At its Nov. 13 meeting the board approved the amended FY2026 budget, a county tax levy (rate reported down from 0.95 to 0.88), levies for mental-health/disabled funds, an ambulance service levy, two sealed-bid sale resolutions, several highway-related appropriations, and a motion to enter executive session.

The Livingston County Board voted on multiple ordinances and resolutions Thursday, approving a revised FY2026 appropriation ordinance and a slate of tax-levy measures and sales authorizations.

Board members approved an ordinance providing for the levy of Livingston County taxes; one board member noted the county’s levy rate decreased from 0.95 to 0.88 compared with last year. The board also approved ordinances providing levies for the mental health fund and the developmentally disabled persons fund, and an ordinance providing for the levy of taxes for the Southeast Livingston County Ambulance Service Fund.

The board approved resolutions authorizing the sale of real estate and the sale of mobile homes by sealed-bid auction; members chose to handle the two related sales items together. The highway committee’s items — a bridge petition and engineering agreement for a Wego Road district, resolutions appropriating Motor Fuel Tax (MFT) funds for 2026 county highway general maintenance and for the county engineer’s 2026 salary, and a quarterly report — were presented and approved on a single motion.

Procedural motions were recorded throughout the meeting: the agenda, minutes and bills were approved by motion and roll call earlier in the session. Near the end of the public business, the board approved a motion (moved by Marty Fannin and seconded by Steve Lovell) to go into executive session for collective bargaining matters and for the semiannual review of executive-session minutes under the cited Illinois statutes; the motion carried on a roll call vote.

Several committees provided brief reports (property committee flagged ongoing courthouse roof repairs; AG & Zoning thanked volunteers for an electronics recycling event). Public comment produced no speakers.
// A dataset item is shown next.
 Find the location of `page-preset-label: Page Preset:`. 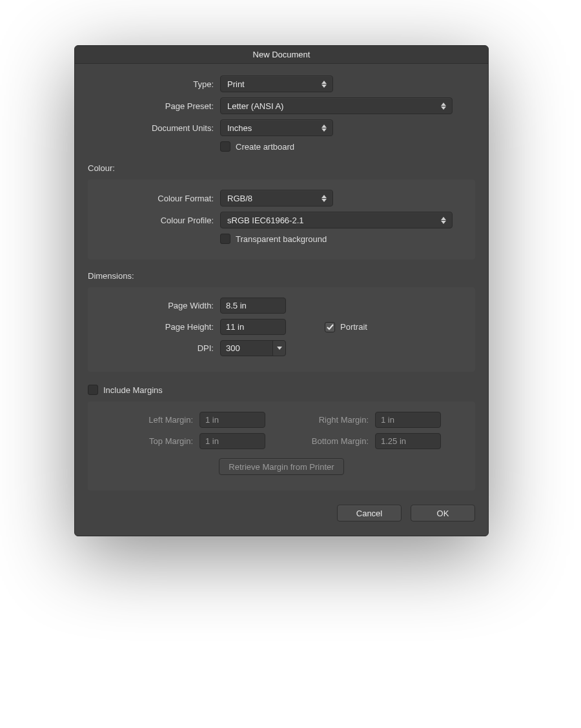

page-preset-label: Page Preset: is located at coordinates (154, 106).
Why it matters: The approvals set county tax levies and authorize routine county property sales and highway appropriations, while the executive-session motion moves bargaining and personnel-minute review work offline. For residents the fiscal and levy votes determine tax rates and fund availability for services such as ambulances and mental-health programs.

What’s next: The board adjourned to executive session after the roll call vote; packet documents and the amended budget display remain available for public review.